This declaration comes as the Prime Minister will deliver his general policy declaration on Tuesday and could make a gesture towards the left on this reform.
Published on 11/01/2025 20:08
Reading time: 2min
“The message is clear.” The President of the Senate, Gérard Larcher, does not want “neither suspension nor abrogation” of pension reform, he says in an interview with Parisian published Saturday January 11. These comments come as Prime Minister François Bayrou will deliver his general policy declaration on Tuesday and could make a gesture towards the left on this reform.
“On Tuesday, the Prime Minister will make the choice. In the Senate, I will not lead a suspension or repeal procedure”continues Senator Les Républicains. “If we repealed the pension reform, the cost would be 3.4 billion euros in 2025, and almost 16 billion in 2032”says Gérard Larcher, based on Retirement Insurance estimates. The president of the PS group in the Senate, Patrick Kanner, estimated that freezing the reform for six months would cost “between 2 and 3 billion euros”which could be drawn from the pension reserve fund.
“I trust the Prime Minister. That he is open and that he dialogues with the left, I have no problem with that. Simply, on the sovereign and on the budget, there are things that the right does not will not give up”warns the President of the Senate. Gérard Larcher says he expects François Bayrou’s general policy declaration “a line, a course and commitments”.
On the subject of the budget, the senator calls for continuing “reducing the deficit and public spending with concrete actions, particularly on state agencies and simplification”. He cites in particular the Environment and Energy Management Agency (Ademe) and its “more than 4 billion budget”. “We ask that there be no additional taxation beyond what had already been debated in the Senate, namely the surtax on large businesses and the taxation of higher incomes”he adds.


• _Assignment_: What you return must be exactly the lines from the one containing "Find 'food' in the UI." through the close of the listing, both included.

::::::::

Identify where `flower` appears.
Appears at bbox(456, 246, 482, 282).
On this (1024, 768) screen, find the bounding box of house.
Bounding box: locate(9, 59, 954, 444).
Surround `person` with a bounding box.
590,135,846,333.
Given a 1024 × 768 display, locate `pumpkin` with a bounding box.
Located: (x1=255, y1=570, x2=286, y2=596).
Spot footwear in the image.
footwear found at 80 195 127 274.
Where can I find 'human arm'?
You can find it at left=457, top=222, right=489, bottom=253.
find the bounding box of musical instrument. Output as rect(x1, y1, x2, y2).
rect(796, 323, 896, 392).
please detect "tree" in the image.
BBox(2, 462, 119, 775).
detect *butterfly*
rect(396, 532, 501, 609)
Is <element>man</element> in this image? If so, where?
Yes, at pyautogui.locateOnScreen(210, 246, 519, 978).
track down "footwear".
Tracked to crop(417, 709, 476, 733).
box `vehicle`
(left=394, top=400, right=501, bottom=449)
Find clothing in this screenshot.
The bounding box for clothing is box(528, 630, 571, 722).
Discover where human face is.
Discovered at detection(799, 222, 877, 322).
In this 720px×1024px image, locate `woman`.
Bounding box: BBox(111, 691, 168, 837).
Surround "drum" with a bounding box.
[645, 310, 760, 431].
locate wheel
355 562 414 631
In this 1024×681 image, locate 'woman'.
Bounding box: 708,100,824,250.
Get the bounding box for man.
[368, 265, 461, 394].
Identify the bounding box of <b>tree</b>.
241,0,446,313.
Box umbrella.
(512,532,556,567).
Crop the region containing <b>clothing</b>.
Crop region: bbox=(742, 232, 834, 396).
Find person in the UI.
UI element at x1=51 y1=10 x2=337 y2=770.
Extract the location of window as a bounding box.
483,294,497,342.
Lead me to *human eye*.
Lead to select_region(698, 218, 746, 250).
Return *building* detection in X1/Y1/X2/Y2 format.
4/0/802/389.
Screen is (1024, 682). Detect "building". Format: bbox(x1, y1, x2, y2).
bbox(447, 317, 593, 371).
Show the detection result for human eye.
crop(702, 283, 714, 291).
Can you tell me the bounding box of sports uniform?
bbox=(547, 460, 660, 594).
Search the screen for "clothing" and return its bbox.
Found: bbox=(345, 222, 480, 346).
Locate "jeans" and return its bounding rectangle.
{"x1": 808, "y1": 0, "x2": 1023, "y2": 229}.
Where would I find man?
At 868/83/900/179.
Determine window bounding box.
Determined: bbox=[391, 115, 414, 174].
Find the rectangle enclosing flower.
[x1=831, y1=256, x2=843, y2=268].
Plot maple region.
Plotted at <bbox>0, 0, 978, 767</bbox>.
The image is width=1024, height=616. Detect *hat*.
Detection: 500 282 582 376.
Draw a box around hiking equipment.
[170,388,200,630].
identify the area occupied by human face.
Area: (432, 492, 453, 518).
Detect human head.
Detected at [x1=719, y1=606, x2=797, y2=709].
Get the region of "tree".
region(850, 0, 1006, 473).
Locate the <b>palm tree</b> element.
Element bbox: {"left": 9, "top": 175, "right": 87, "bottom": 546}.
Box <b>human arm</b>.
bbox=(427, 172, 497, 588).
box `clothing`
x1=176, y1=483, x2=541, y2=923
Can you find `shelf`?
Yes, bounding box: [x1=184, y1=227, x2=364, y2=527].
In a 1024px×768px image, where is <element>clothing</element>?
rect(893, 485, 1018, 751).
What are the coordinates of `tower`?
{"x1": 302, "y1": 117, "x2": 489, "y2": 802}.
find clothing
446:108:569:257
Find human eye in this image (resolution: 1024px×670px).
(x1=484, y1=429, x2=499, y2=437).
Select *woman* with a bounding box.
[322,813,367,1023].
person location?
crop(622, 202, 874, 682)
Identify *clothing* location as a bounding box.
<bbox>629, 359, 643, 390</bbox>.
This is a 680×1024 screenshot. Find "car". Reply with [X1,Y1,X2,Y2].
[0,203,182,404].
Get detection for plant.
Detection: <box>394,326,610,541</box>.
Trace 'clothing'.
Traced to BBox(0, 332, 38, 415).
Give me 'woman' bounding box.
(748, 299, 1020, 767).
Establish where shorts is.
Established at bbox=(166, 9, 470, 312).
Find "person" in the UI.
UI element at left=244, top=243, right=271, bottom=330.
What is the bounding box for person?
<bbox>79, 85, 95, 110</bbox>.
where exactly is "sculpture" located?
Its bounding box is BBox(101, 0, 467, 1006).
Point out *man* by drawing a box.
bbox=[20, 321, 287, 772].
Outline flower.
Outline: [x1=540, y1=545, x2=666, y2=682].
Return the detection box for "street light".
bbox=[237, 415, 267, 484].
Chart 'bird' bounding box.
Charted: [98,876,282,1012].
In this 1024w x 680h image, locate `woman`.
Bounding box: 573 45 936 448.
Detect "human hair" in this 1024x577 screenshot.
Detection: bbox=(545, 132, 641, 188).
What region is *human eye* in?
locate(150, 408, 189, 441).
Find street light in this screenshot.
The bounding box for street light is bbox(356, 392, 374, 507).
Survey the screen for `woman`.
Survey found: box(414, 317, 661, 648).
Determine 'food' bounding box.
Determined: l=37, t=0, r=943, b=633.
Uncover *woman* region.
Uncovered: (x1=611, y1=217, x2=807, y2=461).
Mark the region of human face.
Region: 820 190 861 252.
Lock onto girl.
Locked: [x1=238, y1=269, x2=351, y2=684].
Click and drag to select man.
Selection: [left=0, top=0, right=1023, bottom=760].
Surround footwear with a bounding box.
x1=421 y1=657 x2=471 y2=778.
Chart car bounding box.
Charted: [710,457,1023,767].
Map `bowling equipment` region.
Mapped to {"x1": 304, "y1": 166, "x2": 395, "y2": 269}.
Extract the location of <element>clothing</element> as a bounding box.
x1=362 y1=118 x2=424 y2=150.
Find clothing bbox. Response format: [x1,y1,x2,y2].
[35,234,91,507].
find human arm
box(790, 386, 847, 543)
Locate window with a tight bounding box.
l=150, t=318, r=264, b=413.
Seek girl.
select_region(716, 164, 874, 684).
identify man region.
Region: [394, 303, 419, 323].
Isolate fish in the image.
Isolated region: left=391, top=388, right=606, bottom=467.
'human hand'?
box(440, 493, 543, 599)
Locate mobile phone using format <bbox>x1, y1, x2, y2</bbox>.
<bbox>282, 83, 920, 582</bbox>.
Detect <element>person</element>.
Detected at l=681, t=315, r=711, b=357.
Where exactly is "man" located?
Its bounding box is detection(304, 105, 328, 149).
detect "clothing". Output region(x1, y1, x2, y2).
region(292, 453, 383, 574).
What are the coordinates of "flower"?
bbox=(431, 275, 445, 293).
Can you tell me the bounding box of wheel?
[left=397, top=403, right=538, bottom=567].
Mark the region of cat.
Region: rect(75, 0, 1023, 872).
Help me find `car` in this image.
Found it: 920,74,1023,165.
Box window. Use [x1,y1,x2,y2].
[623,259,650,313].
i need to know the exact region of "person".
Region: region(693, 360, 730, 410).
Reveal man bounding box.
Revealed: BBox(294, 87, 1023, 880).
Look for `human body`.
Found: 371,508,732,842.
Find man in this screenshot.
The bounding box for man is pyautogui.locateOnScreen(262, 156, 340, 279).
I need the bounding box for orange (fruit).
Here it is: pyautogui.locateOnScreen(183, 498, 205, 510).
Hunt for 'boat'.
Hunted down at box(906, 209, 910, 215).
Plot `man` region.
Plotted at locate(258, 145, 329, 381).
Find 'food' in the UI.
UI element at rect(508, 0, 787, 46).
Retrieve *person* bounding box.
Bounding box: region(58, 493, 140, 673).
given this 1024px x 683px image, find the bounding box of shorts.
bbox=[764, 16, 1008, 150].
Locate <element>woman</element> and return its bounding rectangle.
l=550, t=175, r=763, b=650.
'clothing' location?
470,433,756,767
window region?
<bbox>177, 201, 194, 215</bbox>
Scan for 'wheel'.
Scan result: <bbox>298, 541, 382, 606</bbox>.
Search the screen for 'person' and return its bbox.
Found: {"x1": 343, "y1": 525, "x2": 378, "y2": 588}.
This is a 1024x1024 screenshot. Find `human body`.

::::::::

• _Expected answer_:
Find 'food' in the UI.
UI element at rect(508, 0, 787, 46).
Retrieve *person* bounding box.
Bounding box: region(58, 493, 140, 673).
given this 1024px x 683px image, find the bounding box of shorts.
bbox=[764, 16, 1008, 150].
Locate <element>woman</element> and return its bounding rectangle.
l=550, t=175, r=763, b=650.
'clothing' location?
470,433,756,767
window region?
<bbox>177, 201, 194, 215</bbox>
Scan for 'wheel'.
Scan result: <bbox>298, 541, 382, 606</bbox>.
Search the screen for 'person' and return its bbox.
Found: {"x1": 343, "y1": 525, "x2": 378, "y2": 588}.
This is a 1024x1024 screenshot. Find `human body`.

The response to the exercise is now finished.